In “The Long Wait”, Kupe tells his fellow migrants ‘to eat the wind’ instead of food. They face an uncertain future, and the voice in the poems says: ‘To make the water safer, we gave it a name’. It’s easy to imagine the scene unfolding.
“Constable” storyboards some wild colonial days in a first-person account: ‘As we approached the wharves I fired my gun / to tell them law and order had arrived’. The constable is a stranger in town, and seeks out the magistrate on a swampy landscape. He offers thanks to God, when a ‘shabby man’ offers shelter and food. This poem is like an old sepia photo brought to life. Beautrais deftly constructs a history of simple humanity.
Like a letter to local government, “Shifting Sand” is a plea for people to think carefully, see the whole picture, and be aware of the ‘long-term’ when considering making changes to the environment. The climate change ‘industry’ will not always get things right and can waste a lot of money, and ‘when a hundred-year flood becomes a fifty-year flood, stopbanks / will fail’.
The classic Kiwi family holiday is the setting for trouble in “Holiday Park”. The narrator remembers a day when her father and, by extension, the family, was involved in a couple of violent incidents: ‘…there were six guys, they tried to like stab him and stuff. / We called the cops’. Beautrais is inclusive and forthright in her depiction of New Zealand family experiences: ‘I remember crying to Mum, ‘I’m too young to not have a dad’, the narrator adds.
“Blood and sand” is a short, sinister piece about revenge against a brutal Pakeha captain from a Māori tribe during violent colonial days. The justification is given here: ‘Joe Rowe… we saw his goods. / The moko on our people’s heads. / He heard us weep. He stood and laughed. / He heard us beg for them. He scoffed.’ Utu is soon delivered: ‘I touch the club beneath my cloak. / I watch the veins rise in his neck. / I watch him take his last few breaths’.

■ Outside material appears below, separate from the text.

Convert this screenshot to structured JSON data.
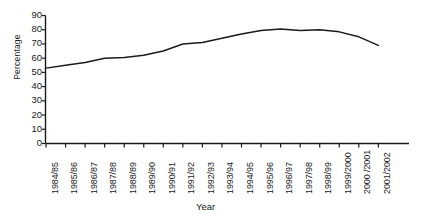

In “Meat workers”, the old ‘chestnut’ of the workers vs the bosses is under the spotlight. It’s a hard life and there’s trouble at the meat works — a classic Kiwi headline. The summary mantra about the bosses’ agenda is repeated: ‘If they don’t break our bones, they’ll break our will’. Despite the bosses saying ‘there’s nothing doing with kicking shit about’, the workers are out on the street, protesting: ‘They’ve stopped our pay, but they can’t stop our feet’. The seed of Marxism lives on.
“The long wait II” is a continuation of the aforementioned poem, a generation or so following the arrival of Kupe. The Māori settlers have already named the birds. A woman’s voice tells a story of nervously running away with two men (‘named for birds’) from legendary Māori, Hau: ‘Hau always had to see his vengeance done. / I knew that he’d be wild when I went south…’ They lie in the grass, waiting for a river she knew ‘from stories’, to become calm enough to cross. But, there is no escape: ‘His voice was in the waves, their heavy thrum. / Somewhere he’d find me, turn me into stone’. This type of dramatic creation by Beautrais is deeply engaging and she once again shakes the past free from old acid-eaten documents, monotone photographs, and what is in museums.
Beautrais is without question an inspired and dedicated writer (her first book Secret Heart won Best First Book of Poetry in the Montana Awards in 2007). Flow is a well-researched, highly informative, and accessible body of work — a literary taonga for the Whanganui River and region, and beyond. It could also easily have the subtitle How to write poems about history. Flow must also be a serious contender for an award nomination. When you read this book, you will not see this region the same way again.